Not charged with any crime, the elder Paracha was suspected of having links with Al Qaeda, which he has denied.
“Mr Paracha is alleged to have been part of a plan to smuggle explosives into the United States for Al Qaeda. He is also alleged to have spoken to Osama bin Laden,” says UK-based human rights group Reprieve’s senior counsel, Zachary Katznelson.
For Farhat, leading her life and bringing up three kids has been an uphill task. “I’m at a loss as to how to bring up my children. I really don’t know my status. I am a single mother, yet neither a divorcee nor a widow. It’s not easy to play this endless waiting game and stand at crossroads. I don’t know when to give in and when to be strict.”
She gets perturbed by what she terms “utter indifference to what Saif and Uzair are going through” by the carefree and very normal attitude of her two youngest children, Mustafa (17) and Zahra (14).
“How can they enjoy life when their brother and father are in so much pain? Why don’t they miss them as much as I do? It scares me to think they have come to terms with life without the two most important people of our family. Have they forgotten them already? Asking them to write two lines to their brother is a gargantuan task.”
She fails to see 17-year old Mustafa’s behaviour as a normal teenager’s rebellion. Zahra’s happy laughter irks her too.
“Mustafa is always short of money, gets into fits of anger, sometimes gets very nasty and even violent and thinks he has a dysfunctional family. Maybe he’s right. Who wouldn’t be in the circumstances?”
And so it is left upon her elder daughter Muneeza, 24, to provide solace. “It’s from her that I draw all my strength. She’s a godsend. It is she who keeps our family, what is left of it, together and out of mischief,” she says, letting out a slight smile.
And yet Farhat cannot help agonise over the fact that “the poor girl, such a miniscule thing,” has “too much on her plate” already and at such a tender age, when she should be having a good time.
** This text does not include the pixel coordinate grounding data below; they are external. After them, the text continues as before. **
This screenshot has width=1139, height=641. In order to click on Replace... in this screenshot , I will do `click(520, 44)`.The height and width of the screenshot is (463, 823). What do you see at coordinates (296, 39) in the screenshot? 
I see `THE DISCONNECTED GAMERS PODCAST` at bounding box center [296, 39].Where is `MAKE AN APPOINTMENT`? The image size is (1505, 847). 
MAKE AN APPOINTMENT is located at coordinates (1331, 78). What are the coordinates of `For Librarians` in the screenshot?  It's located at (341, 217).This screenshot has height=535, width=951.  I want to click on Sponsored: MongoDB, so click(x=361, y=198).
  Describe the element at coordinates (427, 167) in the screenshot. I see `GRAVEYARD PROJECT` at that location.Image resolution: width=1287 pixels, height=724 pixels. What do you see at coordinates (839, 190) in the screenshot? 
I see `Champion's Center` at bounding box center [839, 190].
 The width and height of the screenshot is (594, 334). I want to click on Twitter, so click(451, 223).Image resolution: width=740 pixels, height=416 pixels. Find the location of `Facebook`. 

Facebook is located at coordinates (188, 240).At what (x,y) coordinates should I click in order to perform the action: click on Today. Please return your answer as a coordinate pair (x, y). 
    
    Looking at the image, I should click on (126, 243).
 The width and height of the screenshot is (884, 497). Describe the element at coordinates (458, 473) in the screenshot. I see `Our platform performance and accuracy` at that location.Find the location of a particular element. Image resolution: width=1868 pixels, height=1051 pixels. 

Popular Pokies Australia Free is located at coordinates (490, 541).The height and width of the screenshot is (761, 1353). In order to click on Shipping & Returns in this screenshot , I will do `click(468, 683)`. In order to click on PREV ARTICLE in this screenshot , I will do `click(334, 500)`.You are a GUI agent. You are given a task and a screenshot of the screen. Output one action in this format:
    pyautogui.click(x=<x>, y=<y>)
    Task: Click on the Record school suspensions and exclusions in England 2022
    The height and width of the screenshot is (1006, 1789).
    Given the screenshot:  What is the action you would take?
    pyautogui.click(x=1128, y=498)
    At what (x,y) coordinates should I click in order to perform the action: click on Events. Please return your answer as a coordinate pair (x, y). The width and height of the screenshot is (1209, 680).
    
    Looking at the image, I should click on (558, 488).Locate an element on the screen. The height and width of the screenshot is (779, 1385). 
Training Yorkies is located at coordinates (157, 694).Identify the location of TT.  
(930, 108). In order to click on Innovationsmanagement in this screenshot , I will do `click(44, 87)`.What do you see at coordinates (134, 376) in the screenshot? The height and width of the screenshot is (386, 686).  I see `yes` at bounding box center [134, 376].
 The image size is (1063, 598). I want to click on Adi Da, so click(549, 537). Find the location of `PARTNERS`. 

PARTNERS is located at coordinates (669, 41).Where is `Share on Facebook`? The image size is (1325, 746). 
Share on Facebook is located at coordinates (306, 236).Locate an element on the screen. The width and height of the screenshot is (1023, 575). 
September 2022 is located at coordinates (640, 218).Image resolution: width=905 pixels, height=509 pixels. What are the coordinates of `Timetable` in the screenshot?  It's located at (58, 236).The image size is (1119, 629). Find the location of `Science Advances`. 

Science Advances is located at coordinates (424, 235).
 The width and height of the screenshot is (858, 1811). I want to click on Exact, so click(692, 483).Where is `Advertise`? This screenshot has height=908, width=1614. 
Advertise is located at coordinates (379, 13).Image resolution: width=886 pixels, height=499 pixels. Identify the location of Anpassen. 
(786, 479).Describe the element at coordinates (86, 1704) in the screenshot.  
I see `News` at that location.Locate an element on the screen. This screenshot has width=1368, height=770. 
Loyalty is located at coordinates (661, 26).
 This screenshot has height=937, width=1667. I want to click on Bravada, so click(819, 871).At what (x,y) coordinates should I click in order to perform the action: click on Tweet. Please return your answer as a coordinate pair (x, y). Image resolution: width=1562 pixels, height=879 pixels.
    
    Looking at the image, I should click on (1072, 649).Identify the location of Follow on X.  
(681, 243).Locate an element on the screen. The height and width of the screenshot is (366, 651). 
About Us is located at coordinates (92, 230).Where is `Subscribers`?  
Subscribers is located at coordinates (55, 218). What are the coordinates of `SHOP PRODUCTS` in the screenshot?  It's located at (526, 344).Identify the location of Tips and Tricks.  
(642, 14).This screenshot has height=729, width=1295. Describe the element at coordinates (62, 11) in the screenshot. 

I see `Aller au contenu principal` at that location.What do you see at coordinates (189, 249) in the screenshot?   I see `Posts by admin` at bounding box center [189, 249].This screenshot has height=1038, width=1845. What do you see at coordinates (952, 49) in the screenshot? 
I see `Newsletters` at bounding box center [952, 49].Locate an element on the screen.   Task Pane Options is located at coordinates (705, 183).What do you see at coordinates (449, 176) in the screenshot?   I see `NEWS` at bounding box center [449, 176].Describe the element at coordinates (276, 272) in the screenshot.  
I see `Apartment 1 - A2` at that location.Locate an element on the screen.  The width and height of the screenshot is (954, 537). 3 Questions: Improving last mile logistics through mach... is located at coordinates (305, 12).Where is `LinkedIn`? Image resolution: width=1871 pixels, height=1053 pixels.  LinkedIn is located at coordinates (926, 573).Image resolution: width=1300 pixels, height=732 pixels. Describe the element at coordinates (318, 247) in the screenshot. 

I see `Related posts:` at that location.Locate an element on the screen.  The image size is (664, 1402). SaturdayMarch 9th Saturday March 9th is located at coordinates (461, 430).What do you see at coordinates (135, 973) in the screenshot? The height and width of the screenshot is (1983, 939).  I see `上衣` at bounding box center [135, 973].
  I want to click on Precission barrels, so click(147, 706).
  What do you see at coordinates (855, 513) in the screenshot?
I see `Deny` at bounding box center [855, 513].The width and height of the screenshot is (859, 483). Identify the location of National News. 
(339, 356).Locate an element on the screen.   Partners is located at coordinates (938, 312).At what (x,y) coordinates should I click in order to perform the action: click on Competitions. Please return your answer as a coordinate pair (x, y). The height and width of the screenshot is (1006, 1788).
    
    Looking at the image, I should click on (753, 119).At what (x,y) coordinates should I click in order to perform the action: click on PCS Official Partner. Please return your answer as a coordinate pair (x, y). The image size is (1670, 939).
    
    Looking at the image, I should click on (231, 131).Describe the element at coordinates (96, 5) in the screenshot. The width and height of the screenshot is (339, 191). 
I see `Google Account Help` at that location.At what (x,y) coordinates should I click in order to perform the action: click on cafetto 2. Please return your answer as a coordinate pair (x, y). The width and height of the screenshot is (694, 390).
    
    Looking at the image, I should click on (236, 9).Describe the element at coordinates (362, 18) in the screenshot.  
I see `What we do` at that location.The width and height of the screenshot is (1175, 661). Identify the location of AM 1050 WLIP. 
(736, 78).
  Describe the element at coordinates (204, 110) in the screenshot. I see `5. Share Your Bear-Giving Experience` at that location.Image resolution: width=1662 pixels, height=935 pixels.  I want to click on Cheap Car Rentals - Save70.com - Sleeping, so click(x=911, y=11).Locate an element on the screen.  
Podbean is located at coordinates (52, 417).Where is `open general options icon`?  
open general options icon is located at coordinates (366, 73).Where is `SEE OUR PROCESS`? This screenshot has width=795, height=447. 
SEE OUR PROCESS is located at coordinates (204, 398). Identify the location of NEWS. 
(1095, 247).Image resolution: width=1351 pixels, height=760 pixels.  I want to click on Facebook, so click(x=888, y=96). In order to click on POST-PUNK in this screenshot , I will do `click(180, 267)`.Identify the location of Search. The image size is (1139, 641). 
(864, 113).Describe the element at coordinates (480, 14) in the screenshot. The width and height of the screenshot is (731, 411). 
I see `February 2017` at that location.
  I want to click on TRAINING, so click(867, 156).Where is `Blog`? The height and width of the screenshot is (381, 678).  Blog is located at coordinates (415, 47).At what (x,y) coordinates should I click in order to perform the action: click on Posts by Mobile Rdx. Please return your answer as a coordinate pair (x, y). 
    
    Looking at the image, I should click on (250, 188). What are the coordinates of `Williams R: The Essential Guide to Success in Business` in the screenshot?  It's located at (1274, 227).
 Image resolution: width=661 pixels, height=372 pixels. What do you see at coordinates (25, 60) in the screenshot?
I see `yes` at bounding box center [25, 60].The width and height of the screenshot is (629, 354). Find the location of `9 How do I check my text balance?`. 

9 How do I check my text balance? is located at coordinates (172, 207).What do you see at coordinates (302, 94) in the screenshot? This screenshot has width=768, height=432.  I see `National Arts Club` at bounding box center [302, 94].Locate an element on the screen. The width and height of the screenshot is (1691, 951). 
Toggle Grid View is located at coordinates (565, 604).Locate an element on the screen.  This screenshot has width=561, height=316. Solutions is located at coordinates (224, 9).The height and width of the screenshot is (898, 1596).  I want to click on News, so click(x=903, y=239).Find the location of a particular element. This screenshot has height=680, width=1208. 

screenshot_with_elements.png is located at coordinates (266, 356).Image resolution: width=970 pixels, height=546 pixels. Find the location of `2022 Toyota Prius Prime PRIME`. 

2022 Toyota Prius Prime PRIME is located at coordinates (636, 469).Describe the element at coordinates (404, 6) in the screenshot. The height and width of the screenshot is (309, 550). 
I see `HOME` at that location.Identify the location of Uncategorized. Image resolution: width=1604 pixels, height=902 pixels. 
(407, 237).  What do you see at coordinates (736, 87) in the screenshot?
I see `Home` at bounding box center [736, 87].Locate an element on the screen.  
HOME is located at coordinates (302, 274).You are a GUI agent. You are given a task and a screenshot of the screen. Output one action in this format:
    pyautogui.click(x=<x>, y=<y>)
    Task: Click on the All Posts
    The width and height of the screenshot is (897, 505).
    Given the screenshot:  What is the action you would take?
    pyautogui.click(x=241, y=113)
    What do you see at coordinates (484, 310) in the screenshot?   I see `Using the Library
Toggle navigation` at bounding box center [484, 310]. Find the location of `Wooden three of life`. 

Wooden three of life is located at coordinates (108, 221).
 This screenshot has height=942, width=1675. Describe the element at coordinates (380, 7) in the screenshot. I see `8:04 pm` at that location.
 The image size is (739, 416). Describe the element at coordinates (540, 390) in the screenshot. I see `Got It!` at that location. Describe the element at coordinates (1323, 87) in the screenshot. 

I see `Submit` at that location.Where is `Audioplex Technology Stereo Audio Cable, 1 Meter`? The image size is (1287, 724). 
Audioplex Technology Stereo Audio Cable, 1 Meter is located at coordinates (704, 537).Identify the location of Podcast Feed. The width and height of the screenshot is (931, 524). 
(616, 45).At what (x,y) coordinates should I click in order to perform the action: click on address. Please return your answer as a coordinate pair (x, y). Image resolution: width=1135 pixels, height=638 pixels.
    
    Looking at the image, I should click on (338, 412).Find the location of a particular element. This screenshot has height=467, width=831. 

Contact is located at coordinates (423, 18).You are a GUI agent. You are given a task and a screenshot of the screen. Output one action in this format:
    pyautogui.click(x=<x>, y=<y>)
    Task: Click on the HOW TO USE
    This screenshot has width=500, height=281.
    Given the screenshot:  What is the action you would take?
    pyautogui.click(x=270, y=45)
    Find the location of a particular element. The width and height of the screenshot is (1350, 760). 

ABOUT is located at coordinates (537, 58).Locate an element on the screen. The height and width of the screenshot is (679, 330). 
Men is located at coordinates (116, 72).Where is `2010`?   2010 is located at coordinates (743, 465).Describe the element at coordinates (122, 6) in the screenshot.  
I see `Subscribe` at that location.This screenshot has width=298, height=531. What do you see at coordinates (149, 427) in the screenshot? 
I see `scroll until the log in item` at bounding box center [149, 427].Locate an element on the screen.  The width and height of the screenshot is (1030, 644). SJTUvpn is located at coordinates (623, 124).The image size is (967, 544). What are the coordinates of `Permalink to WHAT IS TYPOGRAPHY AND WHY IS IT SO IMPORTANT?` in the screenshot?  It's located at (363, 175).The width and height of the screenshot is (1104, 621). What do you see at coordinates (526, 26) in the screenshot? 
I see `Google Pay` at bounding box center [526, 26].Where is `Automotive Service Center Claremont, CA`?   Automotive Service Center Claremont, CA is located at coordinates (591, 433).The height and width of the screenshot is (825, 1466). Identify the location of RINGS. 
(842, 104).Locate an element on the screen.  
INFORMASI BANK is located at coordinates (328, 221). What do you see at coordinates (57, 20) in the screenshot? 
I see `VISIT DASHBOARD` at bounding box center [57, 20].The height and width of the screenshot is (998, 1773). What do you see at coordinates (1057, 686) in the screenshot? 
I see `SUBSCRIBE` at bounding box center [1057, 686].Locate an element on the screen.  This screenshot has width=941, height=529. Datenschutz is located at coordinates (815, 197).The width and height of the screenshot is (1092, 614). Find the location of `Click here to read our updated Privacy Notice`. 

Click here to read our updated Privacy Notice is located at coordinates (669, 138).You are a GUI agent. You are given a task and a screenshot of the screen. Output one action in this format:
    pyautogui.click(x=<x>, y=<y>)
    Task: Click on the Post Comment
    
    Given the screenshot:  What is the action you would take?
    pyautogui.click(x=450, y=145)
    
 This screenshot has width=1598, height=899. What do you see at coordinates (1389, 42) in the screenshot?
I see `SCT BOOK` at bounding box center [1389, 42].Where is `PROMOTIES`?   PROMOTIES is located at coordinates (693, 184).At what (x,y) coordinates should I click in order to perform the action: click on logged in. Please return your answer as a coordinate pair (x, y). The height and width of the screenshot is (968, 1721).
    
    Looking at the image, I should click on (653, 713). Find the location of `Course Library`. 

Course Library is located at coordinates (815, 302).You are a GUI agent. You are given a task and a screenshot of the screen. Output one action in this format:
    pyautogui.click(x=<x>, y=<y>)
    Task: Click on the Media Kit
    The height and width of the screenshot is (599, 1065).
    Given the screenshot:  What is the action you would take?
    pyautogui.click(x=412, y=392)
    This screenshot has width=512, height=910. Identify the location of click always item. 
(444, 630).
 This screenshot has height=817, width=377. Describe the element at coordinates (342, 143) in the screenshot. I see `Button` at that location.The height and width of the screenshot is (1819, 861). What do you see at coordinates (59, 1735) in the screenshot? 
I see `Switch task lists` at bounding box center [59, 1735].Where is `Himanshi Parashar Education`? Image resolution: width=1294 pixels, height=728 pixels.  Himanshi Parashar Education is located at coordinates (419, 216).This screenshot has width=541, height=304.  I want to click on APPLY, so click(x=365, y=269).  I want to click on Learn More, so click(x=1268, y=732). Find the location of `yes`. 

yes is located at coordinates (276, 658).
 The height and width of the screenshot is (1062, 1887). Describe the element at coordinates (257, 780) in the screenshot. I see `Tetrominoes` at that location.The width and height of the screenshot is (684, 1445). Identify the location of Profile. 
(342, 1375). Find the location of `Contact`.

Having had to grow up in a hurry, Muneeza, a business graduate, has started taking care of her father’s business. Knowing that the two women are inexperienced, and that there are no men in the family to support them, people around them are taking full advantage. “Every day is an ordeal. We have to deal with much harassment and humiliation at the hands of all kinds of people, even those who are employed by my husband. They know we need them, so they take us for a ride.”